After 10 years of stalemate over the proposals, EU lawmakers hailed a “landmark” deal for gender equality. As well as the legally binding target, companies could also be fined for failing to recruit enough women to their non-executive boards and see board appointments cancelled for non-compliance with the law.

From 30 June 2026 large companies operating in the EU will have to ensure a share of 40% of the “underrepresented sex” – usually women – among non-executive directors. The EU has also set a 33% target for women in all senior roles, including non-executive directors and directors, such as chief executive and chief operating officer.

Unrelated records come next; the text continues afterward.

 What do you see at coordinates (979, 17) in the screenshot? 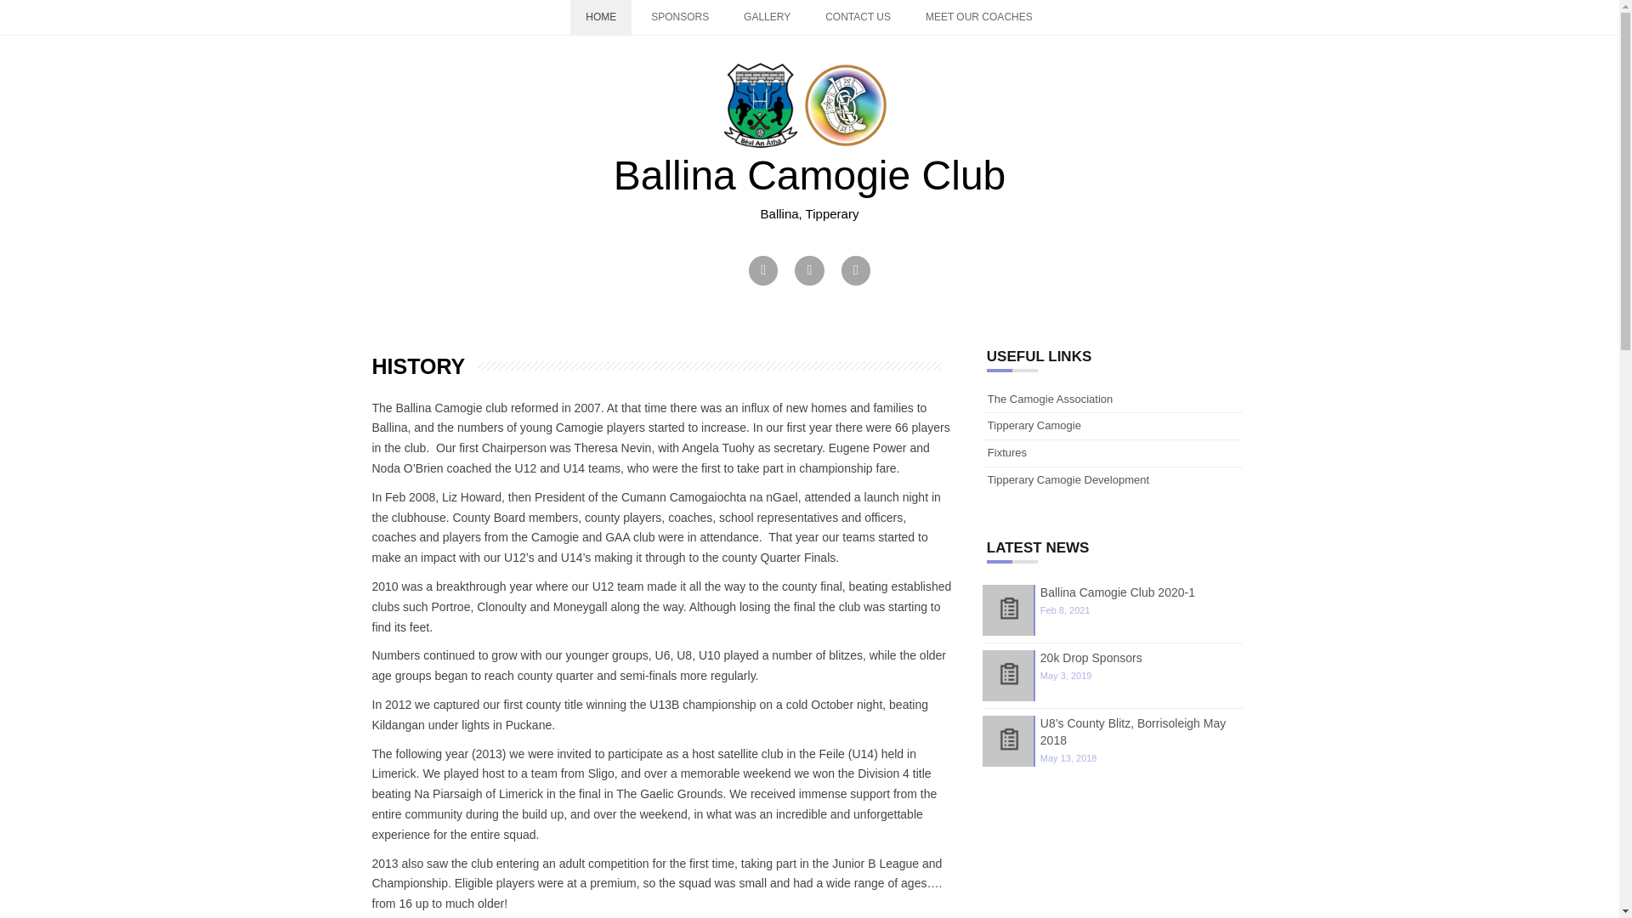
I see `MEET OUR COACHES` at bounding box center [979, 17].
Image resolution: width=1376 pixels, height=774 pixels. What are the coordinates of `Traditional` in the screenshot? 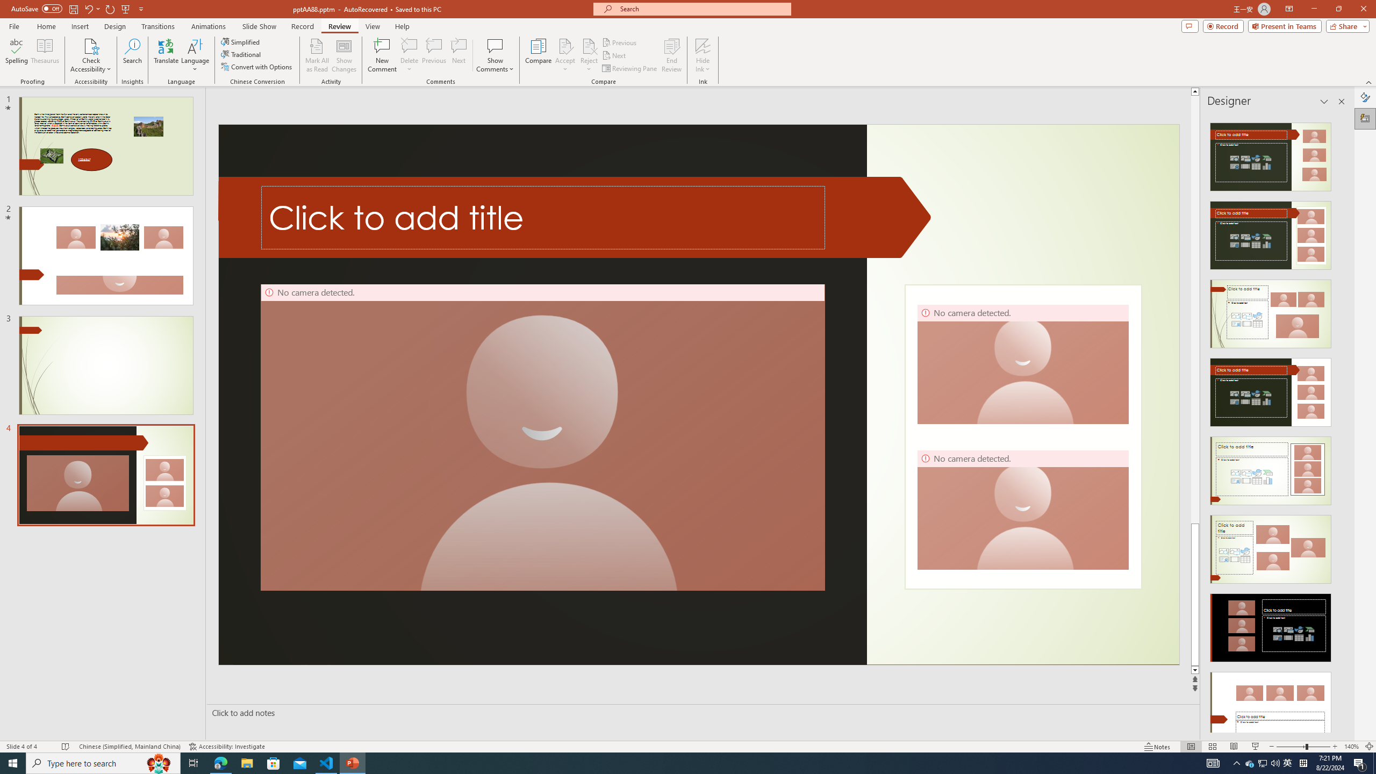 It's located at (241, 54).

In 2021 women occupied 30.6% of boardroom positions across the EU, but this varied widely across the 27 member countries. France, which has a 40% women-on-boards quota, was the only EU country to exceed that threshold, with 45.3% of boardroom seats occupied by women, according to the European Institute for Gender Equality.

Italy, the Netherlands, Sweden, Belgium and Germany were the next best countries, with between 36% and 38% female participation in the boardroom; while fewer than one in 10 non-executive directors were women in Hungary, Estonia and Cyprus.

“All data show that gender equality at the top of companies is not achieved by sheer luck,” said Lara Wolters, the Dutch socialist MEP, who negotiated the law with EU governments. “We also know that more diversity in boardrooms contributes to better decision-making and results. This quota can be a push in the right direction for more equality and diversity in companies.”

National authorities, who are responsible for enforcing the directive, are empowered to impose fines. National courts can annul boardroom selections if a company breaks the law. The measures will not apply to companies with fewer than 250 employees.

The European Commission made its first proposal for a 40% quota on women on boards in 2012, but the plan was blocked by big member states including Germany and the UK.

In the UK, mandatory quotas were opposed by the then coalition Conservative-Liberal Democrat government, which preferred a voluntary approach led by Lord Mervyn Davies. That helped the UK become one of the best performers in Europe, with 39.1% of women sitting on FTSE100 boards by 2022, putting the UK second only to France in one international survey.

The Commission revived the draft law in 2020, after key countries shifted their position. Ursula von der Leyen, the European Commission president, said: “After 10 years, since the European Commission proposed this directive, it is high time we break the glass ceiling. There are plenty of women qualified for top jobs: they should be able to get them.”